How that loved one introduces us to shame will determine how we deal with shame in the future. Will we lie to avoid that pain? Will we turn the shame into anger and rage against others to protect our fragile ego? Will we avoid social contact and all conflict at every expense just so we don’t feel the pain of shame?
How we deal with the pain of shame shows up in our daily lives. The decisions that we make are based on our thoughts and how we want to control what we say and do. Avoidance of things is one way to deal.
“I can’t say that.”
“I won’t say that.”
“What I say won’t matter, anyway.”
“What I say won’t make a difference.”
“What I want doesn’t matter to others.”
All that equals C, “I am unworthy.”
If the person we trusted with our love and who we felt love for took a little bit of that love away from us because of something we did then love is neither constant nor continuous. It is dependent on the other person. They have the control. They can take and give. And that love is based on my behavior meeting their expectations. To avoid pain I must meet their demands.

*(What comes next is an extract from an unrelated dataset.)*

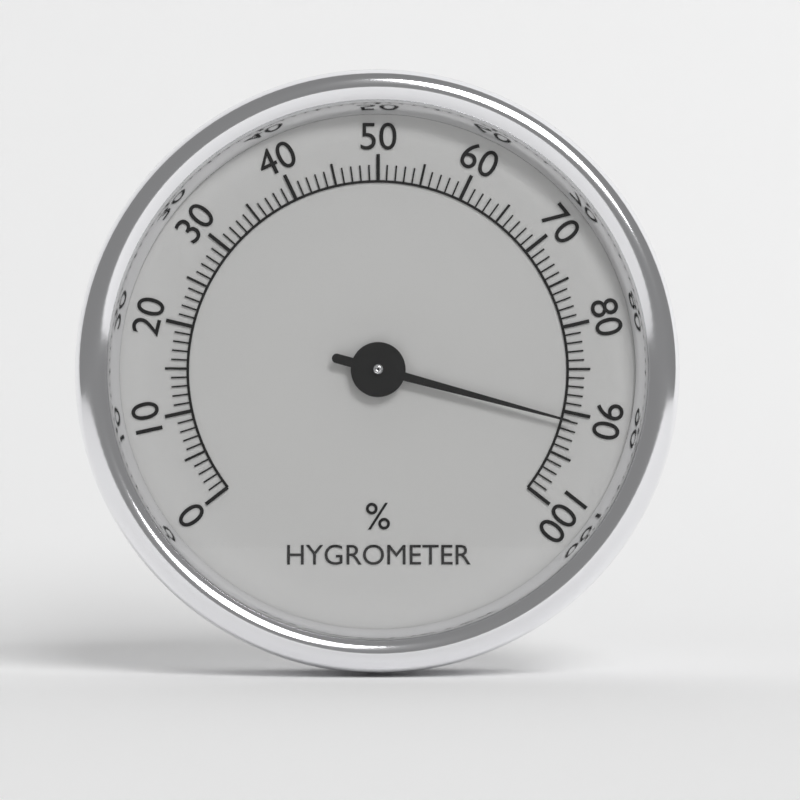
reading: 91 %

The logic problem: If I do what he wants, he will be happy with me. If he is happy with me, I will be loved. So, If I do what he wants then I will be loved.
And the negative of that is true, too. If I don’t do what he wants, he will be unhappy with me. If he is unhappy with me, I will not be loved. So, if I don’t do what he wants, then I will not be loved.

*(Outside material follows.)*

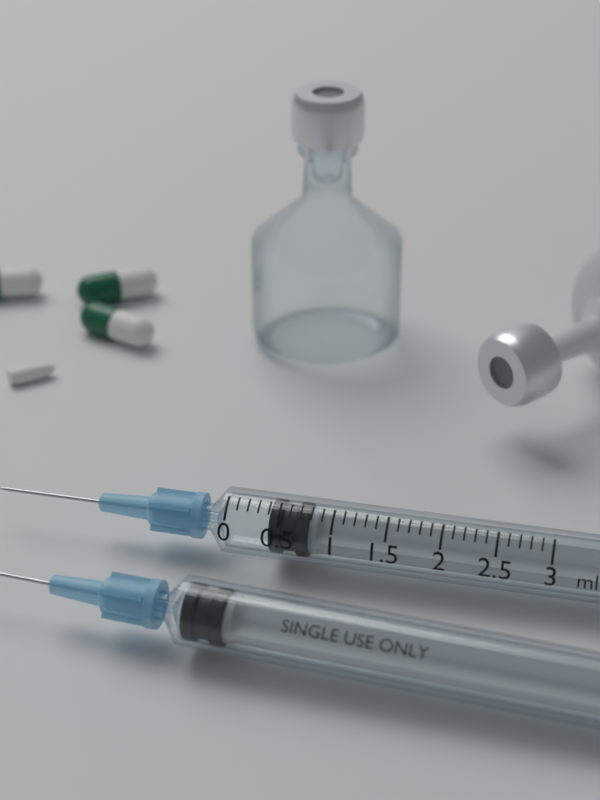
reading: 0.4 ml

This logic runs deep in our brains and so we apply it to all of our relationships. Even the relationship we have with ourselves.
That is what makes self-forgiveness so difficult. We see all this negative about ourselves and find it difficult, if not impossible, to allow forgiveness of our negative thoughts, deeds or feelings. We believe we shouldn’t forgiven. We continuously punish ourselves. A punishment that if dealt by another person we would eventually tell them to screw off. If we had a strong enough ego to do so. A punishment that if we saw it being dealt out to a loved one, we would tell our loved one to get out of that relationship. Run as far away from that other person as they could get.

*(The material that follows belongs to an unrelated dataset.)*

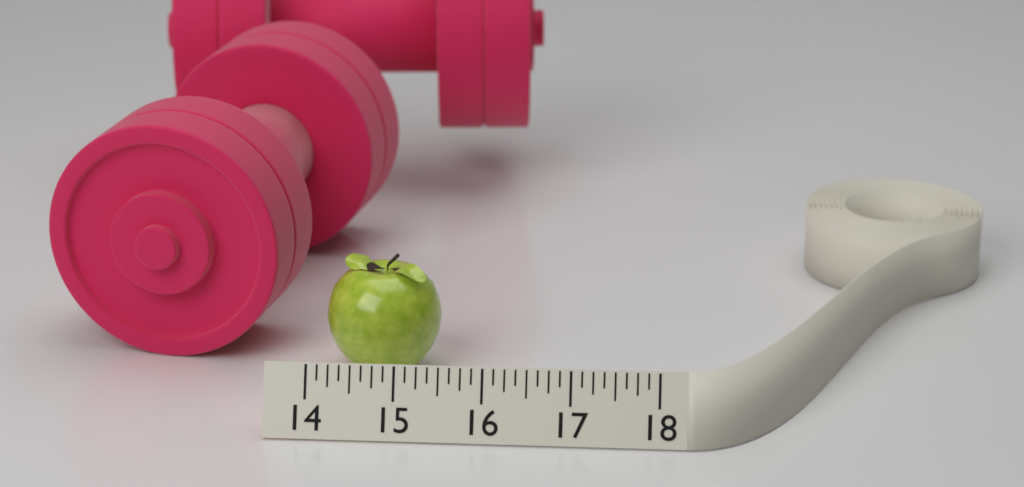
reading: 15.375 (no unit)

We can’t run away from ourselves. People try. Maybe you have tried. I have. Alcohol. Drugs. Gambling. Work. Anything to escape the punishing negative thoughts. Any way to get out of our heads. Running doesn’t work. It never does. The pain catches up. The damage from running starts to show; mentally and physically.
The great thing is we can learn to stop running and to stand our ground. There are hundreds of ways to learn. And we can learn them all. We can learn what works best for us. This isn’t a post on how or what to learn. It is just me saying, I understand. Our lives can feel like a mess. It took time for life to end up this way. Due to our upbringing, we made decisions based on our experiences and used whatever means necessary to avoid pain.
It took us awhile to get here and it’s okay that we are here. We can start by forgiving ourselves and saying one thing: “It’s okay that I am here.” Then we can encourage ourselves to do one thing: “I can start to make a change.”
That’s it. Don’t even start trying, yet. It took you years to get here. It will take years to be fully recovered. But just like not smoking or drinking for that first day of sobriety, you are one day healthier. Tell yourself each day, “It’s okay that I’m here. I can start to make a change.”
Remember, this is only the start. If you are looking for a tool, you can go back to my post on Don Miguel’s The Four Agreements.
In that post I wrote, “Miguel points out in his book that we can expect to slip up and not follow those new agreements at times, maybe a lot of times, but to not get discouraged because we can always start again. I don’t have to be perfect. I don’t have to get it right every time.”
You don’t have to get it right every time or be perfect. It is okay that you are here.